For years, life moved at a slower pace than he had envisioned. So last October, he quit his job as an Accra beach resort chef earning about 1,800 cedis (£88) a month to pursue a new dream: dislodging 27-year-old Nigerian chef Hilda Baci as the world record-holder for the longest cooking marathon.

Smith, a 40-year-old father of two, told the Guardian that watching Baci set the record in August last year “boosted my confidence”.

“When I witnessed [her marathon], I said I’m going to take this challenge and make my society, my community and my nation proud,” he said.

Baci’s 93-hour, 11-minute stint in August 2023 broke a record set four years before. Her well-publicised attempt was supported by celebrities and politicians in her home nation of 200 million people. It also garnered millions of social media impressions and slowed the Guinness World Records (GWR) website for days on end as thousands of people went online to check her progress.

Mark McKinley, director of Central Record Services at GWR, which released its 2025 edition this month to mark its 70th anniversary next year, said engagement reached historic levels. It was “in a way, a record for the Guinness World Records”, he said. “[It’s] the Hilda Baci effect … she made attempting a record accessible,” he added.

Regional record attempts have risen sharply in the last year and a half. Between 2013 and 2022 there were about 7,000 applications from west Africa to GWR, representing 1% of the global tally. Since 2023 roughly the same number of applications have been received, constituting about 8% of the global total.

In the 1990s, the Guinness Book of Records, as it was known then, was popular in middle-class west African households. Baci’s record helped reintroduce it to young adults in the age of TikTok.
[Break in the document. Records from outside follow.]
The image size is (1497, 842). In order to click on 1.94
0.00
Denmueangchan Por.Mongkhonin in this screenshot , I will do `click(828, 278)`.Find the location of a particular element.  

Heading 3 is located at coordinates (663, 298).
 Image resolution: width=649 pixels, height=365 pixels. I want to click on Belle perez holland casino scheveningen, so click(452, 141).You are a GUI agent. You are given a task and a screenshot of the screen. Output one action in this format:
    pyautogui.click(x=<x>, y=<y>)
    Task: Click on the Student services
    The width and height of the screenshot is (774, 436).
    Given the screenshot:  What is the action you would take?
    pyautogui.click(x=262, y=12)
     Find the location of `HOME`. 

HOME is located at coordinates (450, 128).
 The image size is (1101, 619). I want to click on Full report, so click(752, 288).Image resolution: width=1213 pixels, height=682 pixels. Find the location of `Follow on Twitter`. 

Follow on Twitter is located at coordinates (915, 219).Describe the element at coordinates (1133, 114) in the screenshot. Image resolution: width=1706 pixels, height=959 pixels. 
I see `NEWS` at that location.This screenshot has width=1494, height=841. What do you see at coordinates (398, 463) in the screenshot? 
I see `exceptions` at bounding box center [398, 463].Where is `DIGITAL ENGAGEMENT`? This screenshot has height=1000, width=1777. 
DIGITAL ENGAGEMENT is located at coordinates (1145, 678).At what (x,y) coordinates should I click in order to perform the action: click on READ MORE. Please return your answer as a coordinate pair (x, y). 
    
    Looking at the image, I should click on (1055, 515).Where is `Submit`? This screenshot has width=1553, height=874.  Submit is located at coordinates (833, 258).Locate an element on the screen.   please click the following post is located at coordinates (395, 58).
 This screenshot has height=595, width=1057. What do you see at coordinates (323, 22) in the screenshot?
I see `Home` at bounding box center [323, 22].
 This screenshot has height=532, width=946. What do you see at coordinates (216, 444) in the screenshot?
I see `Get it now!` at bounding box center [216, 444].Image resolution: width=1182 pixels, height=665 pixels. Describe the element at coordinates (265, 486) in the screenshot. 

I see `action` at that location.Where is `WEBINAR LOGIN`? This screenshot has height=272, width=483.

The surge in attempts is also partly because achieving a record is seen as a shortcut to fame and career advancement in a region stewing in record unemployment. Although record-breakers are not paid, Baci gained a series of endorsement deals and a congratulatory message from Nigeria’s vice-president.

“It is a great platform for international recognition and it projects destinies,” said 34-year-old Accra-based actor Adu Safowaah, who is awaiting verification of her 130-hour speechathon in February.

The marathon genre has proven particularly popular: a Cameroonian blogger went temporarily blind during a wailing marathon; a Lagos masseuse collapsed in the middle of a massage endurance attempt; and a kissing marathon was banned by authorities in Ekiti in south-west Nigeria.

Nigeria and Ghana together account for 122 of the 139 applications in the cooking marathon category since Baci’s historic quest.

Philip Solomon, Dunsin Dubem and Gbenga Ezekiel, three Nigerian teenagers from the south-west town of Akure, are among those featured in the 2025 edition for setting skipping records. The trio represented their schools at a 2021 state championship and hope to wear Nigeria’s colours at the Olympics if the sport is approved for inclusion. “Today we hold six world records, and that can mean six gold medals,” said Dubem.

Baci says she feels fulfilled knowing her record has helped many others “pursue their dreams and validate their aspirations”.

“The difficulty involved in breaking records makes me proud of the community that has formed around these achievements,” she said.

In July, Smith called a press conference claiming to have cooked nonstop for 802 hours and 25 minutes, showing a certificate purportedly issued by GWR. On the sidelines, a local TV channel offered him a talkshow on dieting. His big break seemed to have finally come.

Except that Smith’s attempt was one of thousands to commence without official approval. His certificate had been designed using photos of those presented to Baci and Alan Fisher, the Japan-based Irish chef who now holds the cookathon record, as a template.

A few days later, Smith knelt to apologise in a video on Facebook after his claims were debunked. Then the police arrested him.

Since then, the chef says he’s faced “trauma and stigma” as no one is willing to hire him. But he has not ruled out trying to emulate Baci again. “I brought reproach to my nation and Guinness,” he said. “If I get a genuine way, I will bring glory to the nation to cancel out the shame and the bad name.”